The regulator approved the ACAM2000 vaccine on Aug. 29. The Defender's Suzanne Burdick said in a report that the vaccine was made by Emergent BioSolutions, a company specializing in vaccines for biochemical warfare threats such as anthrax and smallpox. While ACAM2000 was initially approved for smallpox in 2007, the FDA's recent expanded supplemental approval allows it to be injected into those at "high risk" for monkeypox, such as members of the LGBT community.
According to an FDA press release at the time of its approval, "ACAM2000 is a "live replicating vaccinia virus vaccine." Even the regulator's medication guide for the injection admits that it may cause more harm than good. (Related: South African group challenges WHO's mpox emergency declaration, warns public about vaccine dangers.)
InfoWars reported that the first page of ACAM2000's medication guide provided by the FDA lists numerous side effects. According to the guide, the live vaccinia virus in the injection "can be spread to individuals who have close contact with the vaccinated individual." To make matters worse, ACAM2000 "can cause serious complications in vaccinated individuals and in their close contacts to whom the vaccine virus has spread."
Children's Health Defense senior research scientist Karl Jablonowski denounced the FDA's approval of ACAM2000 as a "public hazard, not the practice of public health." He told the Defender: "You can call ACAM2000 a 'vaccine,' but its impact on the U.S. will be as a 'disease.'"
"The spread of vaccinia virus is an infliction and an assault, as an unsuspecting person cannot possibly consent. For good reasons, you would not consent to this vaccine – even if you believed your benefits outweigh your risks – as you become a potential vector of a disease that is damaging to the heart and fatal to both fetus and infant."
Jablonowski continued that ACAM2000's package insert reveals that the Department of Health and Human Services (HHS) found roughly 520 per million vaccine recipients who contracted post-vaccination cardiac inflammation – about one in 2,000. But elsewhere in the package insert, the FDA acknowledges that the risk is 5.7 per 1,000 vaccinations – about one in every 175 people.

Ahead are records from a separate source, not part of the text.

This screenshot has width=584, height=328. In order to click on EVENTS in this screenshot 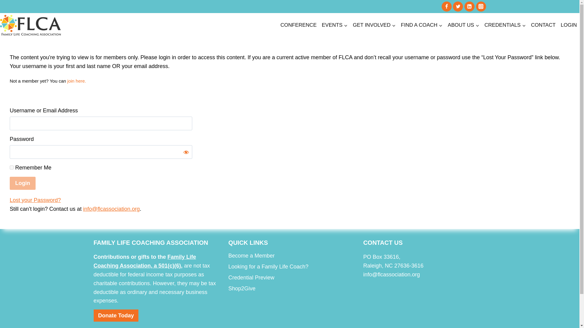, I will do `click(334, 25)`.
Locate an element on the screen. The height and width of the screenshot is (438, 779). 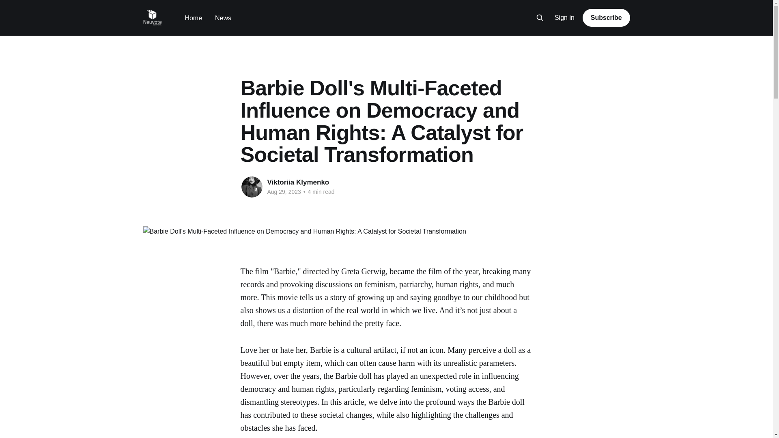
News is located at coordinates (223, 18).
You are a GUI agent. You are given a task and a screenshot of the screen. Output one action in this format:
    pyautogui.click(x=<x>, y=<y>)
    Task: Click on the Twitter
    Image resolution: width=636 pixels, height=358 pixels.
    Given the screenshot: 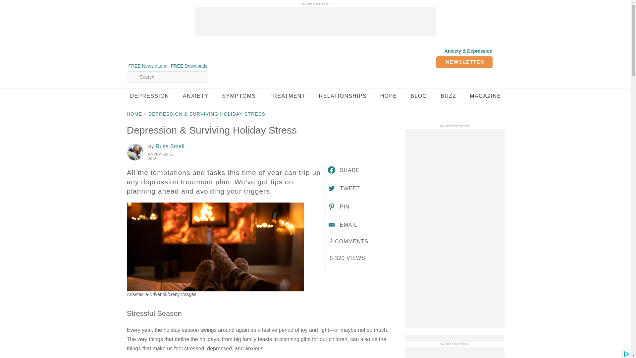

"If the 262 million adults in the U.S. received this vaccine, an estimated 1.493 million would contract the serious adverse reaction of myopericarditis [i.e. heart lining and/or muscle inflammation]," he remarked.
Internist and biological warfare expert Dr. Meryl Nass said the Centers for Disease Control and Prevention (CDC) also acknowledged the risk of cardiac inflammation in 5.7 per 1,00 primary ACAM2000 vaccinations during a June 2022 meeting.
"It's a huge number. The fact that the FDA and CDC are acknowledging it means no one should get the vaccine," she shared.
"Myopericarditis is a life-threatening condition; it lowers your life expectancy. This risk, 1 in 175, is higher than all other licensed vaccines for which the CDC acknowledges side effects. This is the worst."
Cardiologist Dr. Peter McCullough recounted that HHS Secretary Xavier Becerra declared a monkeypox public health emergency in 2022, but let the declaration expire early in 2023.
"The crisis conjured up little fear for the average American as it was learned that the infection was largely a pustular rash that occurred with intense sexual contact among gay/bisexual men with the skin blisters around the anus and buttocks or mouth," he wrote in an Aug. 18 post on his Substack.
Head over to MonkeyPoxReport.com for more similar stories.
Watch this video about the effects of the ACAM2000 monkeypox vaccine that the FDA approved in August.
This video is from the Dissident7 channel on Brighteon.com.